In the last decade he has published several articles in History & Theory and History of the Present developing different ways of thinking about times in plural. At present he is writing a book on the cultural history of time in the 17th and 18th centuries.
Background
Jordheim got his MA. at the Department of German Studies at the University of Oslo in 1997. He then went on to complete his PhD, which focused on genre and politics in 18-century Germany, at the Department of Literature, Area Studies and European Languages (ILOS) at the University of Oslo in 2006. For his dissertation he received His Majesty the King’s Gold Medal for best dissertation in the humanities at UiO. A reworked version of his dissertation was published in 2007, as Der Staatsroman im Werk Wielands und Jean Pauls (Niemeyer: Tübingen, 2007).
Between 2010 and 2015 he was Academic Director of the Interdisciplinary Research Program Cultural Transformations in the Age of Globalization (KULTRANS) at UiO. The project was important in that it sought to produce innovative research by recruiting scholars from across many disciplines and encouraging a new generation of researchers who are able to navigate across disciplinary boundaries. In 2014, Jordheim went on to become the Principal Investigator for the project Synchronizing the World, funded by the Norwegian Research Council. The project produced path-breaking ideas in the theory of multiple temporalities. The work done in the project paved the way for the NRC-funded project, Lifetimes: A Natural History of the Present, running from 2018 until 2023, where Jordheim serves as Principal Investigator. The project was kicked-off by the team spending one year at the Centre for Advanced Study in Oslo, under the guise of the project In Sync.
Teaching
Since the start of his career Helge Jordheim has undertaken a wide range of teaching activities.
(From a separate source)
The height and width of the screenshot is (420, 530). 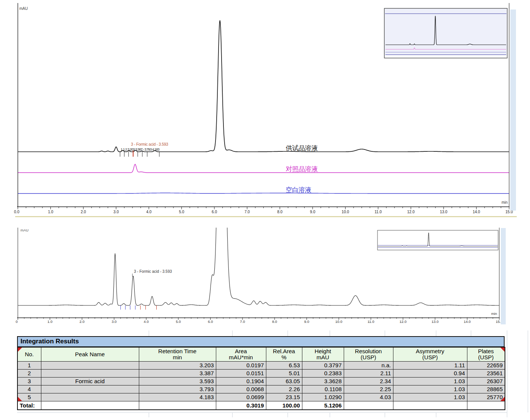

Between 1997 and 2008 he taught courses in German, European and World literature at UiO. After becoming Professor in Cultural History at University of Oslo in 2012, he has taught courses in the field of European Cultural History from Early Modern time till today on the history of knowledge, the cultural history of time, cultural memory, as well as courses about theory and method. In 2015-2016, during a research visit at New York University, he taught undergraduate and graduate courses on “Conceptualizing the World” (co-taught with Clifford Siskin) and “The Cultural History of Time”. Since 2016 he has functioned as the Head of the PhD program at the Department of Culture Studies and Oriental Languages at UiO, organizing and/or teaching 6-7 research seminars per year.
He has been a visiting scholar at numerous international institutions, including Leibniz Center for Literary and Cultural Research (2008-2009), University of Gothenburg (2010-2011), and Centre de recherches politiques Raymond Aron (spring 2012). He is also Professor II of German Studies at Norwegian University of Science and Technology.